MFW my carefully crafted commit message gets squash-merged into a one-line commit
@jamesog squash merge is the bane of git forges and should be banned

@kinnison Indeed. I am very anti-squash and disable it on all the repos it's in my power to do so.

I also wish GitHub would get around to adding ff-only merges. Merge commits are my other big pet peeve.

@jamesog I thought that they offered rebase/ff but not my favourite (semi linear)
@kinnison Yes, rebase is an option, but not straight merge --ff-only. I’ve seen rebase merges go wrong and break main, where a ff merge wouldn’t have done
@jamesog If a rebase-merge broke then an ff-merge would have been rejected, no?
@kinnison Correct, which is what I'd want. Most of the time rebase is fine, but once in a while GitHub says "branch has no conflicts, you can rebase" and then introduces some subtle error. FF prevents all of that by ensuring your branch must be up to date.
@jamesog aah I see yes that's no good. I really like the combo of ff and merge commit that gitlab's semi linear history approach gives. You can see a single line of commits, but they are grouped into logical sections by the merge commits.
@jamesog and to reference your rebase grump, if you have to rebase to do a semi linear merge then gitlab reruns the Ci before the merge
@jamesog squash merge is the only solution to a 50-commit PR with commit message “fix” in 49 of those.
@uthark Agree, although I would usually ask the submitter to squash and update the branch.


> YOUR ASSIGNMENT
Your answer should be the records, copied exactly, with the pictures removed.

LISTED RECORDS Start Marker

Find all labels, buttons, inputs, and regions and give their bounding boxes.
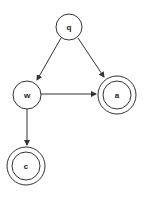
state-label-a: a	[115, 91, 120, 100]
edge-q-to-w	[37, 38, 61, 80]
state-diagram: q w a c	[0, 0, 144, 199]
accepting-state-node-c: c	[7, 147, 45, 185]
edge-q-to-a	[78, 38, 104, 77]
state-label-w: w	[23, 91, 31, 100]
accepting-state-node-a: a	[98, 76, 136, 114]
state-label-q: q	[67, 23, 72, 32]
state-node-w: w	[13, 81, 41, 109]
state-node-q: q	[56, 14, 82, 40]
state-label-c: c	[24, 162, 29, 171]
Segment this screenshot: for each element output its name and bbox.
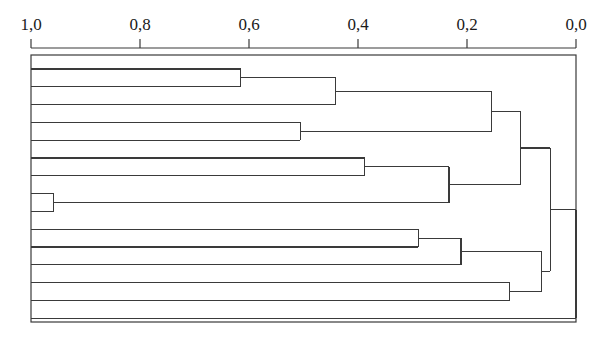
axis-tick-label-3: 0,4 bbox=[347, 15, 369, 34]
axis-tick-label-0: 1,0 bbox=[20, 15, 41, 34]
dendrogram-svg: 1,00,80,60,40,20,0 bbox=[0, 0, 601, 337]
axis-tick-label-4: 0,2 bbox=[456, 15, 477, 34]
figure-background bbox=[0, 0, 601, 337]
axis-tick-label-1: 0,8 bbox=[129, 15, 150, 34]
axis-tick-label-5: 0,0 bbox=[565, 15, 586, 34]
axis-tick-label-2: 0,6 bbox=[238, 15, 259, 34]
dendrogram-figure: 1,00,80,60,40,20,0 bbox=[0, 0, 601, 337]
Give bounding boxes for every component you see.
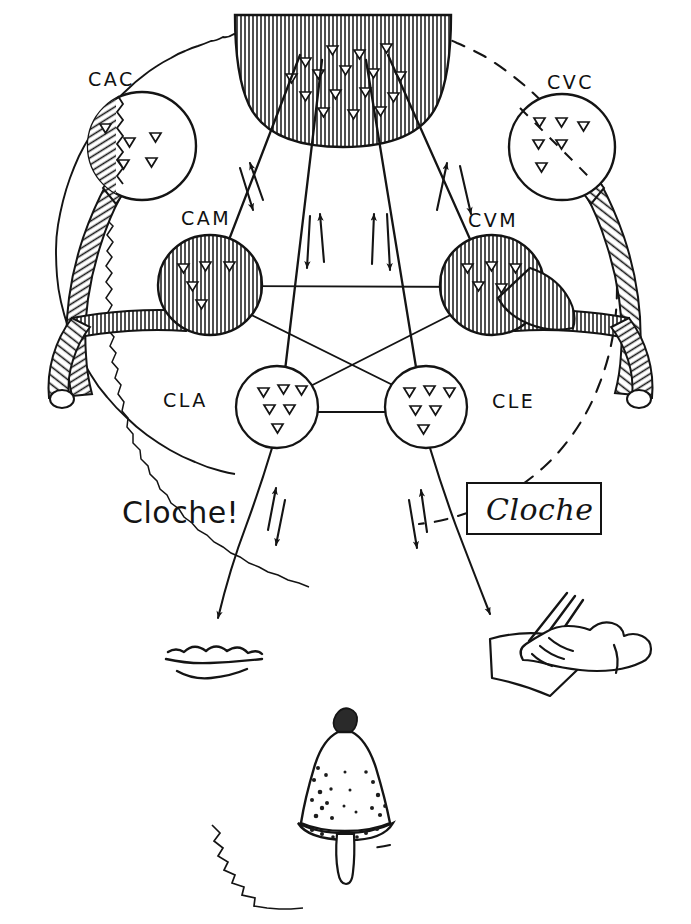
lower-lip <box>177 669 247 678</box>
arrow-down-CLE <box>387 214 390 270</box>
figure-canvas: CAC CVC CAM CVM CLA CLE Cloche! Cloche <box>0 0 691 924</box>
top-region-outline <box>235 15 451 147</box>
arrow-down-CLA <box>307 216 310 268</box>
path-CLA-to-mouth <box>218 448 272 618</box>
centre-label-CLA: CLA <box>163 389 208 411</box>
right-tract-endbulb <box>627 390 651 408</box>
head-outline-bottom-wavy <box>212 825 303 909</box>
centre-CVC[interactable] <box>509 94 615 200</box>
upper-lip <box>168 647 262 655</box>
written-word-label: Cloche <box>486 492 594 527</box>
arrow-up-speech <box>268 488 276 530</box>
arrow-up-writing <box>421 490 427 532</box>
centre-CLA[interactable] <box>236 366 318 448</box>
output-pathways <box>218 448 490 618</box>
pathway-arrows <box>240 163 471 270</box>
centre-CAC[interactable] <box>88 92 196 200</box>
centre-CLE[interactable] <box>385 366 467 448</box>
centre-label-CLE: CLE <box>492 390 535 412</box>
centre-label-CAM: CAM <box>181 207 231 229</box>
arrow-down-CVM <box>460 166 471 214</box>
centre-CLE-circle[interactable] <box>385 366 467 448</box>
hand-drawn-brain-diagram <box>0 0 691 924</box>
bell-handle <box>334 708 358 734</box>
arrow-up-CLA <box>320 214 324 262</box>
arrow-up-CLE <box>372 214 374 264</box>
centre-label-CVC: CVC <box>547 71 594 93</box>
arrow-down-writing <box>409 500 417 548</box>
centre-CVM[interactable] <box>440 235 574 335</box>
arrow-down-speech <box>276 500 285 545</box>
writing-hand-icon <box>490 593 651 696</box>
left-tract-endbulb <box>50 390 74 408</box>
centre-CAM-circle[interactable] <box>158 235 262 335</box>
centre-CLA-circle[interactable] <box>236 366 318 448</box>
mouth-lips-icon <box>166 647 262 679</box>
lip-line <box>166 659 262 663</box>
bell-clapper <box>336 834 354 884</box>
centre-label-CVM: CVM <box>468 209 518 231</box>
head-outline-bottom-dashed <box>371 845 390 848</box>
spoken-word-label: Cloche! <box>122 495 239 530</box>
bell-icon <box>298 708 393 884</box>
hatched-cortical-region <box>235 15 451 147</box>
centre-label-CAC: CAC <box>88 68 135 90</box>
centre-CAM[interactable] <box>158 235 262 335</box>
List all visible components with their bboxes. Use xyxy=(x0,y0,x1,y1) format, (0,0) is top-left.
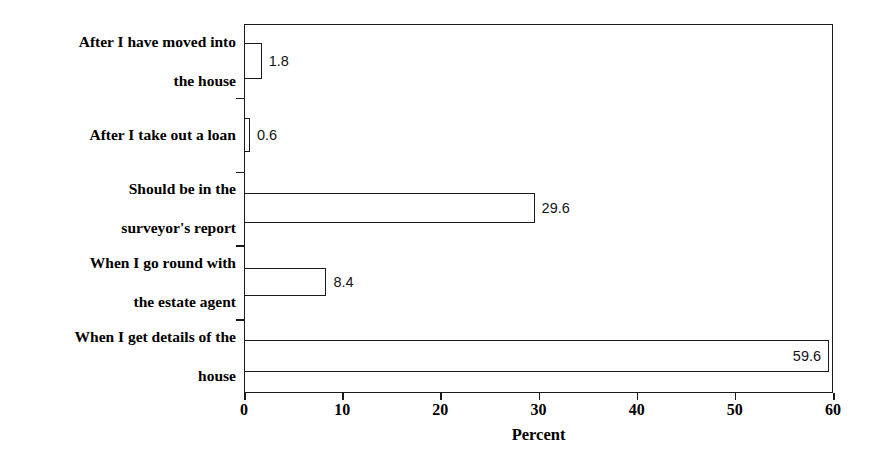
y-axis-tick-0 xyxy=(236,98,244,100)
x-axis-tick-3 xyxy=(539,393,541,400)
bar-slot-2: 29.6 xyxy=(244,172,833,246)
bar-when-i-get-details-of-the-house[interactable] xyxy=(244,340,829,372)
category-label-4-line1: When I get details of the xyxy=(8,327,236,347)
bar-after-i-take-out-a-loan[interactable] xyxy=(244,118,250,152)
bar-slot-4: 59.6 xyxy=(244,319,833,393)
x-axis-tick-1 xyxy=(342,393,344,400)
category-label-3: When I go round with the estate agent xyxy=(8,245,236,319)
bar-value-label-3: 8.4 xyxy=(333,275,353,290)
category-label-1: After I take out a loan xyxy=(8,98,236,172)
category-label-4: When I get details of the house xyxy=(8,319,236,393)
bar-value-label-1: 0.6 xyxy=(257,128,277,143)
x-axis-tick-4 xyxy=(637,393,639,400)
category-label-0: After I have moved into the house xyxy=(8,24,236,98)
bar-value-label-4: 59.6 xyxy=(773,349,821,364)
category-label-2: Should be in the surveyor's report xyxy=(8,172,236,246)
x-axis-tick-0 xyxy=(244,393,246,400)
category-label-3-line1: When I go round with xyxy=(8,253,236,273)
bar-slot-1: 0.6 xyxy=(244,98,833,172)
y-axis-tick-3 xyxy=(236,319,244,321)
x-axis-title: Percent xyxy=(244,427,833,444)
bars-layer: 1.8 0.6 29.6 8.4 59.6 xyxy=(244,24,833,393)
x-axis-tick-label-3: 30 xyxy=(531,402,547,418)
bar-chart: After I have moved into the house After … xyxy=(0,0,881,459)
bar-slot-3: 8.4 xyxy=(244,245,833,319)
x-axis-tick-label-0: 0 xyxy=(240,402,248,418)
bar-value-label-2: 29.6 xyxy=(542,201,570,216)
category-label-3-line2: the estate agent xyxy=(8,292,236,312)
y-axis-tick-2 xyxy=(236,245,244,247)
x-axis-tick-label-1: 10 xyxy=(334,402,350,418)
x-axis-tick-5 xyxy=(735,393,737,400)
category-label-0-line2: the house xyxy=(8,71,236,91)
bar-should-be-in-the-surveyors-report[interactable] xyxy=(244,193,535,223)
x-axis-tick-label-4: 40 xyxy=(629,402,645,418)
category-label-0-line1: After I have moved into xyxy=(8,32,236,52)
bar-after-i-have-moved-into-the-house[interactable] xyxy=(244,43,262,79)
bar-value-label-0: 1.8 xyxy=(269,54,289,69)
bar-slot-0: 1.8 xyxy=(244,24,833,98)
x-axis-tick-2 xyxy=(440,393,442,400)
category-label-2-line2: surveyor's report xyxy=(8,218,236,238)
category-label-4-line2: house xyxy=(8,366,236,386)
category-label-1-line1: After I take out a loan xyxy=(8,125,236,145)
x-axis-tick-6 xyxy=(833,393,835,400)
x-axis-tick-label-6: 60 xyxy=(825,402,841,418)
category-label-2-line1: Should be in the xyxy=(8,179,236,199)
y-axis-tick-1 xyxy=(236,172,244,174)
bar-when-i-go-round-with-the-estate-agent[interactable] xyxy=(244,268,326,296)
x-axis-tick-label-2: 20 xyxy=(432,402,448,418)
x-axis-tick-label-5: 50 xyxy=(727,402,743,418)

LISTED RECORDS End Marker

> WRITTEN RESPONSE
Find all labels, buttons, inputs, and regions and give their bounding boxes.
state-label-a: a	[115, 91, 120, 100]
edge-q-to-w	[37, 38, 61, 80]
state-diagram: q w a c	[0, 0, 144, 199]
accepting-state-node-c: c	[7, 147, 45, 185]
edge-q-to-a	[78, 38, 104, 77]
state-label-w: w	[23, 91, 31, 100]
accepting-state-node-a: a	[98, 76, 136, 114]
state-label-q: q	[67, 23, 72, 32]
state-node-w: w	[13, 81, 41, 109]
state-node-q: q	[56, 14, 82, 40]
state-label-c: c	[24, 162, 29, 171]
Segment this screenshot: for each element output its name and bbox.
axis-tick-label-3: 0,4 bbox=[347, 15, 369, 34]
axis-tick-label-0: 1,0 bbox=[20, 15, 41, 34]
dendrogram-svg: 1,00,80,60,40,20,0 bbox=[0, 0, 601, 337]
axis-tick-label-4: 0,2 bbox=[456, 15, 477, 34]
figure-background bbox=[0, 0, 601, 337]
axis-tick-label-1: 0,8 bbox=[129, 15, 150, 34]
axis-tick-label-5: 0,0 bbox=[565, 15, 586, 34]
axis-tick-label-2: 0,6 bbox=[238, 15, 259, 34]
dendrogram-figure: 1,00,80,60,40,20,0 bbox=[0, 0, 601, 337]
Give bounding boxes for every component you see.
lower-lip <box>177 669 247 678</box>
arrow-down-CLE <box>387 214 390 270</box>
figure-canvas: CAC CVC CAM CVM CLA CLE Cloche! Cloche <box>0 0 691 924</box>
top-region-outline <box>235 15 451 147</box>
arrow-down-CLA <box>307 216 310 268</box>
path-CLA-to-mouth <box>218 448 272 618</box>
centre-label-CLA: CLA <box>163 389 208 411</box>
right-tract-endbulb <box>627 390 651 408</box>
head-outline-bottom-wavy <box>212 825 303 909</box>
centre-CVC[interactable] <box>509 94 615 200</box>
upper-lip <box>168 647 262 655</box>
written-word-label: Cloche <box>486 492 594 527</box>
arrow-up-speech <box>268 488 276 530</box>
arrow-up-writing <box>421 490 427 532</box>
centre-CLA[interactable] <box>236 366 318 448</box>
output-pathways <box>218 448 490 618</box>
pathway-arrows <box>240 163 471 270</box>
centre-CAC[interactable] <box>88 92 196 200</box>
centre-CLE[interactable] <box>385 366 467 448</box>
centre-label-CLE: CLE <box>492 390 535 412</box>
centre-label-CAM: CAM <box>181 207 231 229</box>
arrow-down-CVM <box>460 166 471 214</box>
centre-CLE-circle[interactable] <box>385 366 467 448</box>
hand-drawn-brain-diagram <box>0 0 691 924</box>
bell-handle <box>334 708 358 734</box>
arrow-up-CLA <box>320 214 324 262</box>
arrow-up-CLE <box>372 214 374 264</box>
centre-label-CVC: CVC <box>547 71 594 93</box>
arrow-down-writing <box>409 500 417 548</box>
centre-CVM[interactable] <box>440 235 574 335</box>
arrow-down-speech <box>276 500 285 545</box>
writing-hand-icon <box>490 593 651 696</box>
left-tract-endbulb <box>50 390 74 408</box>
centre-CAM-circle[interactable] <box>158 235 262 335</box>
centre-CLA-circle[interactable] <box>236 366 318 448</box>
mouth-lips-icon <box>166 647 262 679</box>
lip-line <box>166 659 262 663</box>
bell-clapper <box>336 834 354 884</box>
centre-label-CVM: CVM <box>468 209 518 231</box>
head-outline-bottom-dashed <box>371 845 390 848</box>
spoken-word-label: Cloche! <box>122 495 239 530</box>
bell-icon <box>298 708 393 884</box>
hatched-cortical-region <box>235 15 451 147</box>
centre-label-CAC: CAC <box>88 68 135 90</box>
centre-CAM[interactable] <box>158 235 262 335</box>
List all visible components with their bboxes. Use xyxy=(x0,y0,x1,y1) format, (0,0) is top-left.
y-axis-tick-0 xyxy=(236,98,244,100)
x-axis-tick-3 xyxy=(539,393,541,400)
bar-slot-2: 29.6 xyxy=(244,172,833,246)
bar-when-i-get-details-of-the-house[interactable] xyxy=(244,340,829,372)
category-label-4-line1: When I get details of the xyxy=(8,327,236,347)
bar-after-i-take-out-a-loan[interactable] xyxy=(244,118,250,152)
bar-slot-4: 59.6 xyxy=(244,319,833,393)
x-axis-tick-1 xyxy=(342,393,344,400)
category-label-3: When I go round with the estate agent xyxy=(8,245,236,319)
bar-value-label-3: 8.4 xyxy=(333,275,353,290)
category-label-1: After I take out a loan xyxy=(8,98,236,172)
category-label-4: When I get details of the house xyxy=(8,319,236,393)
bar-value-label-1: 0.6 xyxy=(257,128,277,143)
x-axis-tick-4 xyxy=(637,393,639,400)
category-label-0: After I have moved into the house xyxy=(8,24,236,98)
bar-value-label-4: 59.6 xyxy=(773,349,821,364)
category-label-2: Should be in the surveyor's report xyxy=(8,172,236,246)
x-axis-tick-0 xyxy=(244,393,246,400)
category-label-3-line1: When I go round with xyxy=(8,253,236,273)
bar-slot-1: 0.6 xyxy=(244,98,833,172)
y-axis-tick-3 xyxy=(236,319,244,321)
x-axis-title: Percent xyxy=(244,427,833,444)
bars-layer: 1.8 0.6 29.6 8.4 59.6 xyxy=(244,24,833,393)
x-axis-tick-label-3: 30 xyxy=(531,402,547,418)
bar-chart: After I have moved into the house After … xyxy=(0,0,881,459)
bar-slot-3: 8.4 xyxy=(244,245,833,319)
x-axis-tick-label-0: 0 xyxy=(240,402,248,418)
bar-value-label-2: 29.6 xyxy=(542,201,570,216)
category-label-3-line2: the estate agent xyxy=(8,292,236,312)
y-axis-tick-2 xyxy=(236,245,244,247)
x-axis-tick-label-1: 10 xyxy=(334,402,350,418)
x-axis-tick-5 xyxy=(735,393,737,400)
category-label-0-line2: the house xyxy=(8,71,236,91)
bar-should-be-in-the-surveyors-report[interactable] xyxy=(244,193,535,223)
x-axis-tick-label-4: 40 xyxy=(629,402,645,418)
category-label-0-line1: After I have moved into xyxy=(8,32,236,52)
bar-after-i-have-moved-into-the-house[interactable] xyxy=(244,43,262,79)
bar-value-label-0: 1.8 xyxy=(269,54,289,69)
bar-slot-0: 1.8 xyxy=(244,24,833,98)
x-axis-tick-2 xyxy=(440,393,442,400)
category-label-2-line2: surveyor's report xyxy=(8,218,236,238)
category-label-4-line2: house xyxy=(8,366,236,386)
category-label-1-line1: After I take out a loan xyxy=(8,125,236,145)
x-axis-tick-6 xyxy=(833,393,835,400)
x-axis-tick-label-6: 60 xyxy=(825,402,841,418)
category-label-2-line1: Should be in the xyxy=(8,179,236,199)
y-axis-tick-1 xyxy=(236,172,244,174)
bar-when-i-go-round-with-the-estate-agent[interactable] xyxy=(244,268,326,296)
x-axis-tick-label-2: 20 xyxy=(432,402,448,418)
x-axis-tick-label-5: 50 xyxy=(727,402,743,418)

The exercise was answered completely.